Officer for Debt-Hobbled Harrisburg Schools Wants More Time to Create Recovery Plan

Pennsylvania Education Secretary Ron Tomalis expects to decide by Tuesday on a request by the chief recovery officer of the Harrisburg school system to delay his final financial recovery proposal.

The system has $265 million of debt principal outstanding, which if interest is counted at current rates, could cost the district $437 million over 25 years, Gene Veno, the recovery officer, and a financial consultant confirmed at a community meeting in the capital city Thursday night.

“That’s a large number, a very challenging number to work with. We’d like to reorganize this debt because it’s the biggest challenge facing the district,” Veno said at the Camp Curtin elementary school. Tomalis appointed Veno in December when he declared Harrisburg’s system moderately distressed.

Veno must get Tomalis’ approval for a 45-day extension to Tuesday’s recovery-plan deadline under the state’s workout program for distressed school systems, known commonly as Act 141.

Dean Kaplan, a managing director at Philadelphia’s PFM Group Inc., advised the district to undertake a “robust effort” to monitor federal funding, push for new federal or private support for core services, improve tax collection and use one-time revenues and unexpected funding sources to pay off bonds and create a capital reserve.

Kaplan called the interest cost an estimate, noting that some of the bonds are variable rate and that current rates are low. Debt service payments will increase from $15.2 million in fiscal 2013 to $17.4 million and $20.5 million over the following two years before stabilizing.

“The interesting thing about this is that the overall debt service, once you hit that new number, is very stable. If we can drive some revenue growth into the budget, then that becomes a more affordable portion of the budget, but it’s the next couple of years of increases that are particularly tough,” said Kaplan.

The school board has 10 days to act on Veno’s plan after receiving it. Should the district reject Veno’s plan, Tomalis could petition a court for state receivership.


Restate the records that follow word for word. Omit the images.

== Material provided

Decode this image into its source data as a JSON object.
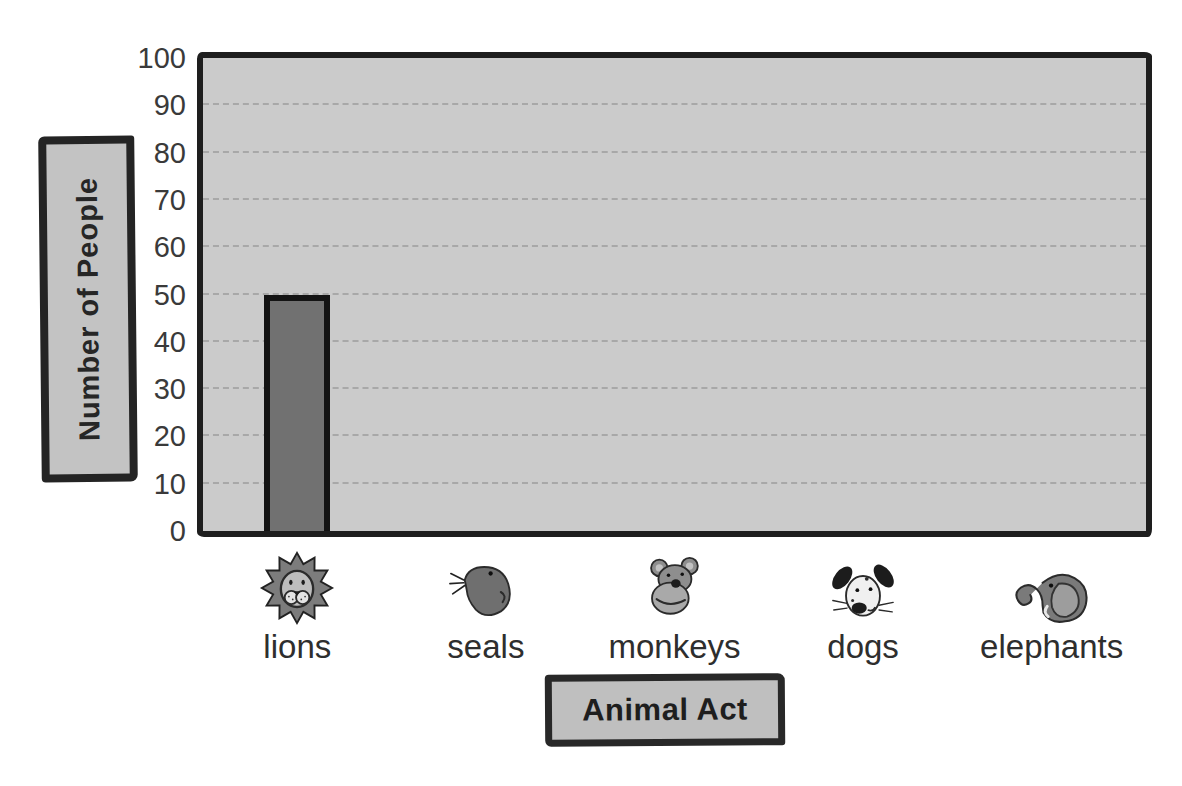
{
  "chart_data": {
    "type": "bar",
    "title": "",
    "xlabel": "Animal Act",
    "ylabel": "Number of People",
    "categories": [
      "lions",
      "seals",
      "monkeys",
      "dogs",
      "elephants"
    ],
    "values": [
      50,
      null,
      null,
      null,
      null
    ],
    "series": [
      {
        "name": "Number of People",
        "values": [
          50,
          null,
          null,
          null,
          null
        ]
      }
    ],
    "ylim": [
      0,
      100
    ],
    "ytick_step": 10,
    "yticks": [
      100,
      90,
      80,
      70,
      60,
      50,
      40,
      30,
      20,
      10,
      0
    ],
    "grid": "horizontal-dashed",
    "legend": "none",
    "category_icons": [
      "lion-icon",
      "seal-icon",
      "monkey-icon",
      "dog-icon",
      "elephant-icon"
    ],
    "colors": {
      "page_background": "#ffffff",
      "plot_background": "#cbcbcb",
      "bar_fill": "#717171",
      "bar_border": "#131313",
      "gridline": "#a2a2a2",
      "frame_border": "#1e1e1e",
      "label_box_fill": "#c3c3c3",
      "label_box_border": "#242424",
      "text": "#2e2e2e"
    }
  }
}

====

▶ Exercise answer
Decode this image into its source data as a JSON object.
{
  "chart_data": {
    "type": "bar",
    "title": "",
    "xlabel": "Animal Act",
    "ylabel": "Number of People",
    "categories": [
      "lions",
      "seals",
      "monkeys",
      "dogs",
      "elephants"
    ],
    "values": [
      50,
      null,
      null,
      null,
      null
    ],
    "series": [
      {
        "name": "Number of People",
        "values": [
          50,
          null,
          null,
          null,
          null
        ]
      }
    ],
    "ylim": [
      0,
      100
    ],
    "ytick_step": 10,
    "yticks": [
      100,
      90,
      80,
      70,
      60,
      50,
      40,
      30,
      20,
      10,
      0
    ],
    "grid": "horizontal-dashed",
    "legend": "none",
    "category_icons": [
      "lion-icon",
      "seal-icon",
      "monkey-icon",
      "dog-icon",
      "elephant-icon"
    ],
    "colors": {
      "page_background": "#ffffff",
      "plot_background": "#cbcbcb",
      "bar_fill": "#717171",
      "bar_border": "#131313",
      "gridline": "#a2a2a2",
      "frame_border": "#1e1e1e",
      "label_box_fill": "#c3c3c3",
      "label_box_border": "#242424",
      "text": "#2e2e2e"
    }
  }
}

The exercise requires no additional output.